Yesterday a friend was requesting a MYSQL/PHP Consultant to speed up his websites, and today I was reading few comments and solutions on his facebook : Use APC, mem_cache for PHP, mysql query caching, use nginx instead of Apache, Use mysqli extension instead of adodb or mysql extension ... etc. Of course all of these could be solutions, but unless you have previously located what the problem really is.
A website could be slow for many reasons, and to be able to fix it and make it run faster you have to first find problem. What you will need to know is :
1- Understand the business :
Before looking into PHP or MySQL, have a first look at the website(s) and answer these two questions :
- What is slow
- Why is it slow
Look at the page size, images, video, flash, ... your issue might be in the client side and everything else might be good.
Use a tool like Firefox web developer extension and disable everything : CSS, Javascript, Images... and load the page as html to feel the difference.
The business here is NOT the business logic behind the website, it's the interface that people use to interact with the website. If everything looks okay, you can go for further server-side investigations.
2- Understand the production environment : Operating system, PHP and MySQL versions, PHP extensions running, PHP and MySQL configurations.
Do not start optimizing code or database unless you know the exact problem, otherwise you have to start by understanding and optimizing the working environment. Some tweaks in PHP and MySQL settings might fix your problem and you won't probably need to dig deeply into any code.
3- Understand the code :
If the websites you are looking to optimize are using a common framework or CMS, let's say Drupal, Wordpress, Zend Framework, Symfony... such websites you can deal with separetely since most optimization issues should be known and you will easily find your way to speed things up.
Otherwise, for custom code and custom application development, start with debugging and focus firstly on the database. That's where most slow issues come from, especially if the concerned website was running fast in the beginning then become slow over the time due to database size going bigger, query & index issues...
4- Debug : detect and locate bottlenecks
Debuggers are your friends here, whatever the environment you are running. Answer again previous questions (What and Why) but this time with relation to the code itself.
You might consider running a stress test here to simulate real working environment. Such tests could help you understand more networking issues and make it easier to locate slowliness based on real scenarios. Test should also simulate real environment, and you will need to save speed result for comparison later.

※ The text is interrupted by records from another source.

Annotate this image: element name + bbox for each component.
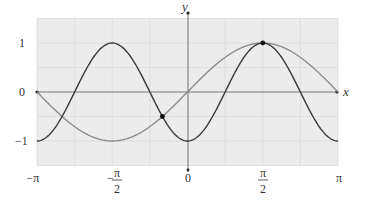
intersection-point <box>160 114 165 119</box>
intersection-point <box>260 41 265 46</box>
y-tick-0: 0 <box>19 85 25 99</box>
x-tick-minus-half-pi-den: 2 <box>114 182 120 196</box>
x-tick-half-pi-num: π <box>260 166 266 180</box>
x-tick-pi: π <box>336 171 342 185</box>
x-tick-half-pi-den: 2 <box>260 182 266 196</box>
x-tick-minus-half-pi-num: π <box>114 166 120 180</box>
x-tick-0: 0 <box>185 171 191 185</box>
x-tick-minus-pi: −π <box>27 171 40 185</box>
y-tick-1: 1 <box>19 36 25 50</box>
chart: x y 1 0 −1 −π − π 2 0 π 2 π <box>0 0 372 204</box>
y-axis-label: y <box>180 0 188 14</box>
x-tick-minus-half-pi-sign: − <box>107 171 114 185</box>
y-tick-minus-1: −1 <box>15 134 28 148</box>
x-axis-label: x <box>342 84 349 99</box>
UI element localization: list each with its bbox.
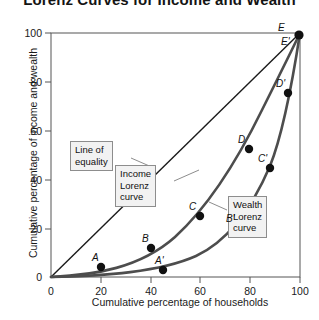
y-tick-label-100: 100 bbox=[14, 27, 42, 39]
callout-income-lorenz-curve: Income Lorenz curve bbox=[115, 165, 156, 207]
point-label-b: B bbox=[142, 233, 149, 244]
callout-line-1: Income bbox=[120, 168, 151, 180]
point-label-e: E bbox=[278, 22, 285, 33]
point-label-b-prime: B' bbox=[226, 213, 235, 224]
data-point-c bbox=[196, 212, 204, 220]
point-label-c: C bbox=[189, 201, 196, 212]
callout-line-2: equality bbox=[75, 156, 108, 168]
x-axis-ticks bbox=[101, 277, 300, 283]
x-axis-label: Cumulative percentage of households bbox=[55, 296, 305, 308]
point-label-c-prime: C' bbox=[258, 153, 267, 164]
point-label-e-prime: E' bbox=[281, 36, 290, 47]
data-point-a-prime bbox=[159, 266, 167, 274]
data-point-e bbox=[294, 30, 303, 39]
point-label-d-prime: D' bbox=[276, 78, 285, 89]
lorenz-curve-figure: Lorenz Curves for Income and Wealth bbox=[0, 0, 319, 320]
point-label-a-prime: A' bbox=[155, 255, 164, 266]
y-tick-label-0: 0 bbox=[14, 271, 42, 283]
data-point-b bbox=[147, 244, 155, 252]
data-point-c-prime bbox=[266, 164, 274, 172]
data-point-a bbox=[97, 263, 105, 271]
callout-line-1: Wealth bbox=[233, 199, 262, 211]
callout-line-2: Lorenz bbox=[233, 211, 262, 223]
plot-area bbox=[0, 0, 319, 320]
data-point-d-prime bbox=[284, 89, 292, 97]
callout-line-3: curve bbox=[120, 191, 151, 203]
callout-line-2: Lorenz bbox=[120, 180, 151, 192]
callout-line-of-equality: Line of equality bbox=[70, 141, 113, 171]
callout-line-3: curve bbox=[233, 222, 262, 234]
data-point-d bbox=[245, 145, 253, 153]
point-label-d: D bbox=[238, 134, 245, 145]
y-axis-label: Cumulative percentage of income and weal… bbox=[27, 43, 39, 263]
callout-line-1: Line of bbox=[75, 144, 108, 156]
y-axis-ticks bbox=[45, 33, 51, 229]
point-label-a: A bbox=[92, 252, 99, 263]
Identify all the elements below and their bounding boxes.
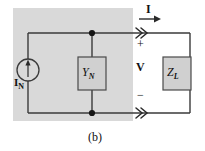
polarity-negative-label: − <box>137 89 144 101</box>
norton-admittance-label: YN <box>82 66 94 81</box>
norton-admittance-label-subscript: N <box>89 72 95 81</box>
load-impedance-label: ZL <box>167 66 179 81</box>
current-source-label: IN <box>14 77 24 91</box>
terminal-voltage-label: V <box>136 61 145 73</box>
norton-admittance-label-main: Y <box>82 65 89 79</box>
figure-caption: (b) <box>88 131 102 143</box>
polarity-positive-label: + <box>137 38 144 50</box>
terminal-current-label: I <box>146 3 151 15</box>
load-impedance-label-subscript: L <box>174 72 179 81</box>
current-direction-arrow-icon <box>139 16 161 23</box>
current-source-label-subscript: N <box>18 82 24 91</box>
junction-node-bottom-icon <box>89 110 95 116</box>
circuit-figure: I V + − IN YN ZL (b) <box>0 0 205 151</box>
load-impedance-label-main: Z <box>167 65 174 79</box>
junction-node-top-icon <box>89 30 95 36</box>
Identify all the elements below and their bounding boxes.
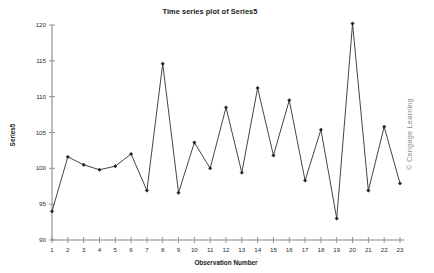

5- Solution proposal and action plan
Now you can go ahead and set possible solutions : fixing bugs, caching code/queries, tweak your settings... Make sure your modifications will not affect other working website in the same environment - if any is somehow related or linked.
Finally you can run previous stress test with new configuration and updates to see the difference in speed gained. A report of previously mentioned steps should be written including result.